Perth is a rather dignified place. The Fair City. And so, it felt doubly uncivil that when Flora, a Tory party member, stood up in the concert hall at the leadership hustings to ask Boris Johnson whether a man’s loyalty towards his wife and children mattered in terms of his qualifications to be prime minister, that she was so loudly booed.
And as she stood there in front of a microphone looking increasingly abandoned in the face of such strong condemnation, it was a struggle to remember when the Tories were the party of the family and that Flora was among 500 friends.
All Scottish Conservative and Unionist Party members, all bonded by a common political cause, and jeering at a woman who had had the audacity to ask a question on everyone else’s lips.
Can Boris Johnson be trusted?
And when Johnson, his big, hunched back still churlishly turned against her, refused to answer Flora, dismissing her question as “stuff he doesn’t comment on”, he was enthusiastically cheered.
Journalist Colin Mackay, the hustings chairman, was right to stand up for Flora and to press Johnson on the matter, but the audience grew ever more hostile telling them to “move on”.
It was plain bullying. The refusal to even turn and look at Flora, to reject her examination about his character as basic impertinence, and then to whip up the crowd against a journalist who had tried to defend her was also pure Trump. And the audience loved it. How they cheered.
Poor Flora. Poor us. Johnson’s pitch to be prime minister is all about the personal; who he is and what he stands for, but when Flora ventured into character traits that he would rather the rest of us ignore, she was treated with contempt; someone to be humiliated and abused, which brings us back to the question of how he treats women.
Now, I am no prude. In my opinion, politicians are the better for having a past. Neither do I generally believe that they should be vilified for their sexual proclivities, albeit ones conducted within adult consensual relationships, and it is to be celebrated that they no longer need to hide their sexuality or live a lie.
But that shift in popular opinion doesn’t mean anything goes.
What Johnson should have done when Flora was being heckled and told to sit down by her own party comrades was to demonstrate that his charm is not just faux. It was Johnson’s moment to excuse his own frailties and demonstrate that this was one woman he was not prepared to see abused. And he missed it.
What I saw was a boor. A man who was willing to see a woman victimised for simply asking the obvious questions about a man whose main selling point – love it or loathe it – is his character.
Leaving the hustings in Perth, I bump into a female Tory MSP who complains that Flora was a plant by the opposition to smear Boris. I walk away before I am tempted to explain that the only person who is responsible for Johnson’s behaviour is Johnson himself, but as our prime minister, it is us who may yet have to pay the price for it.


◆ TASK INSTRUCTIONS ◆
Using the listing below, extract each line that has the word "figure" in it.

....

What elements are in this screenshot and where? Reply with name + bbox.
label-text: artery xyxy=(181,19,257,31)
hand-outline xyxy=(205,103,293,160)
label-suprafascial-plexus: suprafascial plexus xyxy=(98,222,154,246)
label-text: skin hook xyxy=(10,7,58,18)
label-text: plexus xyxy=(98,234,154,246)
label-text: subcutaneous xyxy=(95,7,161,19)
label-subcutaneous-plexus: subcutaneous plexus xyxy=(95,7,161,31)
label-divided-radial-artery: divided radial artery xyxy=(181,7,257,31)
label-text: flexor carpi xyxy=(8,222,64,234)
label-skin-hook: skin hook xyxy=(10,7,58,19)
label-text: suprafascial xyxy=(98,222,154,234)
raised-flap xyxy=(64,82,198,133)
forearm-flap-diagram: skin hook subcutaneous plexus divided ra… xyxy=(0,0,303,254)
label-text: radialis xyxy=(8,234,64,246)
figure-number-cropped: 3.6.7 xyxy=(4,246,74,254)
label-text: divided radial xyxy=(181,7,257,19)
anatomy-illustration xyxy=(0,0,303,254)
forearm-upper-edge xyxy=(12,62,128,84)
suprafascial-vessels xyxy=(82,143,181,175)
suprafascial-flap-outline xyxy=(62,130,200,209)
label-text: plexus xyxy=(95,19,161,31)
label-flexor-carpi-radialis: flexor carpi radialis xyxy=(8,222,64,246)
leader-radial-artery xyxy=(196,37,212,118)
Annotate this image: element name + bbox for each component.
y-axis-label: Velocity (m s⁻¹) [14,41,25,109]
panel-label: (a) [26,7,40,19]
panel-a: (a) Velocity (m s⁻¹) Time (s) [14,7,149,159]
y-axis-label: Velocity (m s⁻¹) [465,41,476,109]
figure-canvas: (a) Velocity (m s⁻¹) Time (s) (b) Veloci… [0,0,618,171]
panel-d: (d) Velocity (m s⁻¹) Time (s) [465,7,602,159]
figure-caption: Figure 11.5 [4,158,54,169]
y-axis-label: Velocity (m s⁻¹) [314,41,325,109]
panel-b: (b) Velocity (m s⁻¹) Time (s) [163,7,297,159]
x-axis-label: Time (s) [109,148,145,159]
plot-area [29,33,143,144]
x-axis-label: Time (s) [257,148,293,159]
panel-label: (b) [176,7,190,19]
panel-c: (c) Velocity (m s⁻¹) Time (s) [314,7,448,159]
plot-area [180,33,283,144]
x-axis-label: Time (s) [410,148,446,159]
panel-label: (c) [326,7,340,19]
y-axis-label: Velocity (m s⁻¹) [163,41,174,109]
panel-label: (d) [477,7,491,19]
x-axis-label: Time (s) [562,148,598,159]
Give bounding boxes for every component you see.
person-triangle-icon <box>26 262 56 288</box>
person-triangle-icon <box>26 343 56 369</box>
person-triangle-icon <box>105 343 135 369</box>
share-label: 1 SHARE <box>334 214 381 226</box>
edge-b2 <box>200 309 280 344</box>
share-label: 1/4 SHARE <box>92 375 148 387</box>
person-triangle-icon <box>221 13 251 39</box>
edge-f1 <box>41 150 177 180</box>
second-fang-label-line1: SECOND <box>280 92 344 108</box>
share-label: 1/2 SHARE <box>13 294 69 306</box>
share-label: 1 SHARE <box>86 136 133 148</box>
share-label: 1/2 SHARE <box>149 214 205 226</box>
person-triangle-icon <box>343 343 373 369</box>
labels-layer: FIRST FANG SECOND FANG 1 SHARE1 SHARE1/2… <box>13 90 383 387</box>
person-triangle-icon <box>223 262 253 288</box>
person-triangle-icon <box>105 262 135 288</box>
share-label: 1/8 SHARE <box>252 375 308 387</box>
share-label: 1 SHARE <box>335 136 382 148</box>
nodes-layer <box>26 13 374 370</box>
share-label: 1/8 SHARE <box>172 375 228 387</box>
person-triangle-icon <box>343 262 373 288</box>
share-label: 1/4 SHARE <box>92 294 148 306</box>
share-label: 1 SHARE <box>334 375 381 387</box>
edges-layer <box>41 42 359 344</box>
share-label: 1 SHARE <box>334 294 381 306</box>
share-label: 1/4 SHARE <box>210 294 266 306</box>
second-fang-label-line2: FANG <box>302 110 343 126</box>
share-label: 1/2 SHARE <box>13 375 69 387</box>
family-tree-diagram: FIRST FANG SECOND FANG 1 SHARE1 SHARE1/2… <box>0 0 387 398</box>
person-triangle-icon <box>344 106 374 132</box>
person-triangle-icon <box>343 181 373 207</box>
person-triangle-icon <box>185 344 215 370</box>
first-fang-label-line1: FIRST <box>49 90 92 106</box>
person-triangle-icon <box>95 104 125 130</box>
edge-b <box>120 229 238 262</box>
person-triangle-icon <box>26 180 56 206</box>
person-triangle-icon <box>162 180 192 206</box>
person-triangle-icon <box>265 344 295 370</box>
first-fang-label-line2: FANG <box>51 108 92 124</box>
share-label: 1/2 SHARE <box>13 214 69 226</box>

....

◆ REPLY TO THE EXERCISE ◆
figure-number-cropped: 3.6.7 xyxy=(4,246,74,254)
figure-canvas: (a) Velocity (m s⁻¹) Time (s) (b) Veloci… [0,0,618,171]
figure-caption: Figure 11.5 [4,158,54,169]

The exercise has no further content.